Tuesday, July 14, 2026

Happiness in others’ plates


“Tu aimes le beurre?” is the name of the game where children scratch their faces with buttercups. The person whose pollen turns yellow is the real Breton. He spreads salted butter at least as thick as a knife on slices of bread and cheese. When I think about the months of the pandemic and the long list of hardships that young people have to endure, I keep coming back to one thing. When I work in the kitchen, I often do this too. If I have not explored European languages ​​and cultures from the age of 13 until I enter the learning phase-through living in a host family, intensive language baths, usually associated with two to three weeks of courses, my whole life will be different. Foreign schools and corresponding return visits.

In the past year and a half, it has been almost impossible to organize language accommodations for children and young people abroad. And it’s really popular—except for the American Year—Unfortunately, even before the COVID-19 pandemic, it could accommodate older children and teenagers, and most of these families were foreign to them.

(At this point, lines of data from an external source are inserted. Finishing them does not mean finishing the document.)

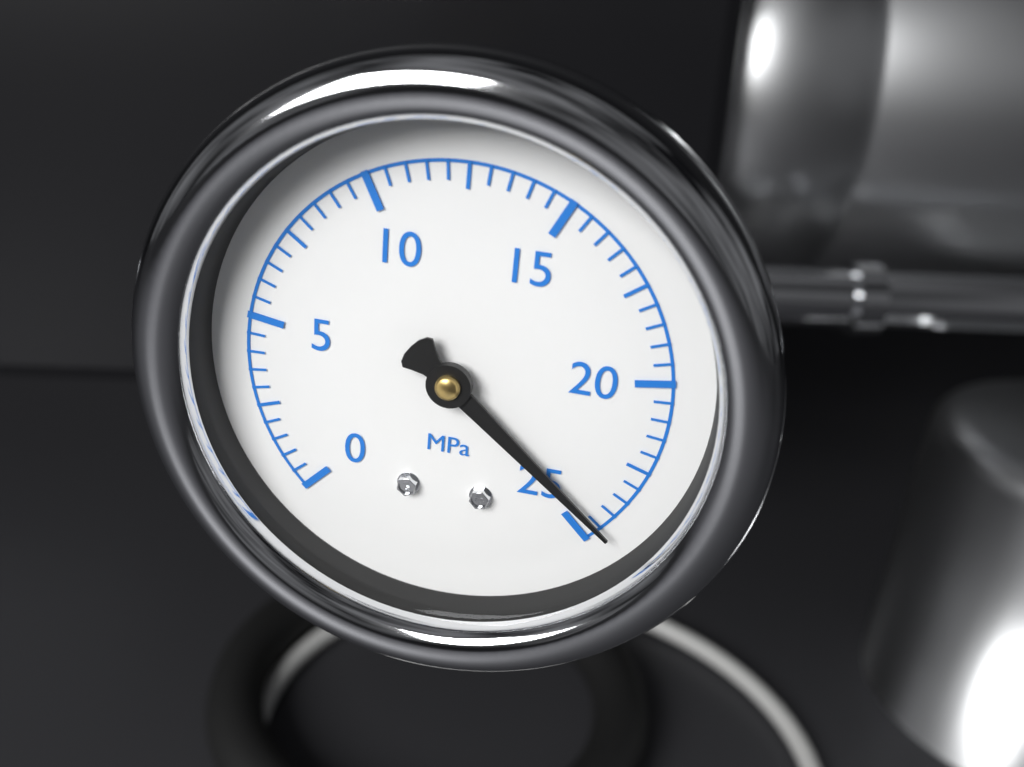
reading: 24.5 MPa
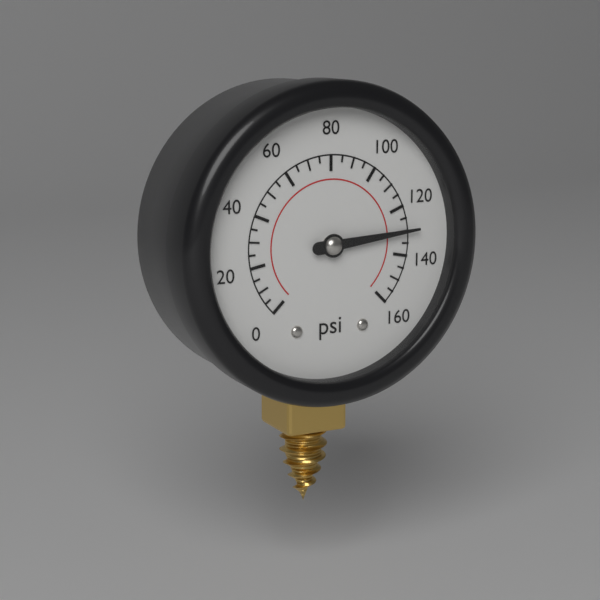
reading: 130 psi
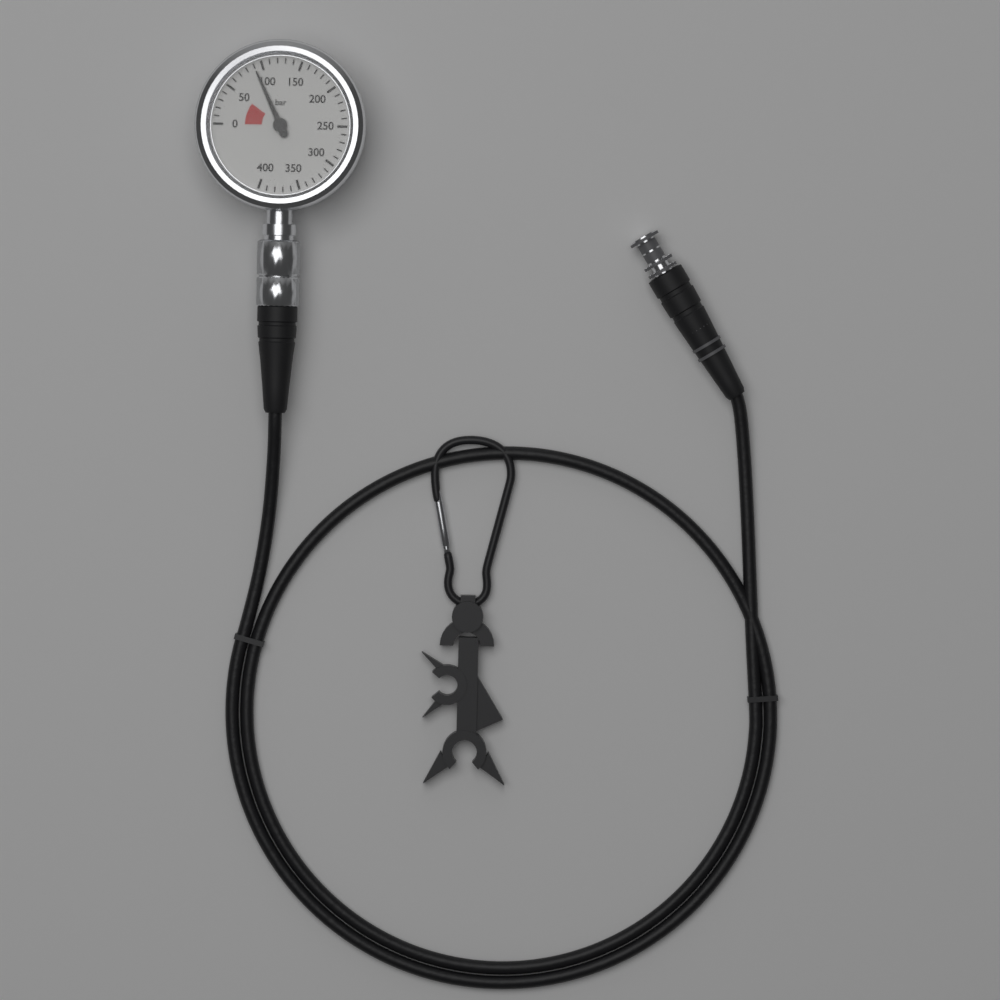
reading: 90 bar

In most cases, there is no harm in experiencing the situation elsewhere, not just in exclusive language courses and modern youth accommodation. How other young people do their homework, what tone of voice prevails in different families, what breakfast they eat, how the needles are held differently, and what games they play can only be experienced by immersing themselves in the private world of others. Self-study of foreign languages ​​is as if native speakers share their daily life around the clock.